Inspiration

Polarized online discourse hides nuance and traps people in echo chambers. We wanted a space where both sides are visible, arguments are structured, and AI helps surface common ground.

What it does

Users create topics and add pro/con arguments with sources. Claude analyzes arguments to produce summaries, check sources, identify consensus, and detect direct rebuttals — which are shown as linked lines so users can follow the debate.

How we built it

Backend: FastAPI + SQLite (Postgres-ready). Claude (Sonnet/Haiku) for synthesis and claim extraction; Tavily for evidence lookup. Matches persisted so links survive refresh and only re-evaluate on edit. Frontend: Next.js + React + Tailwind + Radix. SVG overlay draws rebuttal links; responsive dark UI.

Challenges we ran into

Parsing Claude reliably (fixed with strict JSON prompts and fenced-code stripping). Aligning SVG lines with dynamic DOM (useRef/useEffect + resize recompute). Persisting matches without blocking UX (async save + cache invalidation on edits). Backwards-compatible DB changes for older SQLite files.
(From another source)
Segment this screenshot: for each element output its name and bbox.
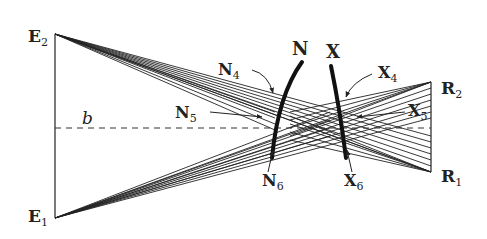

Accomplishments that we're proud of

Clear visual mapping of debate dynamics (AI-detected rebuttal links). Persistent caching of AI results, reducing cost/latency. Flexible topic creation (allow single-side starts). Full Claude-powered pipeline: synthesis, matching, and fact-check orchestration.

What we learned

Good prompt design and structured outputs are essential for stable AI features. Caching + selective invalidation is crucial to make AI features practical and affordable. SQLite is great for rapid iteration; migrations matter. Visual design materially improves comprehension of complex debates.

What's next for Debately

Hover tooltips showing match reasoning. Debate templates and seeded arguments. Moderator curation tools and unlink/confirm controls. Exportable summaries/embeds and real-time collaborative editing.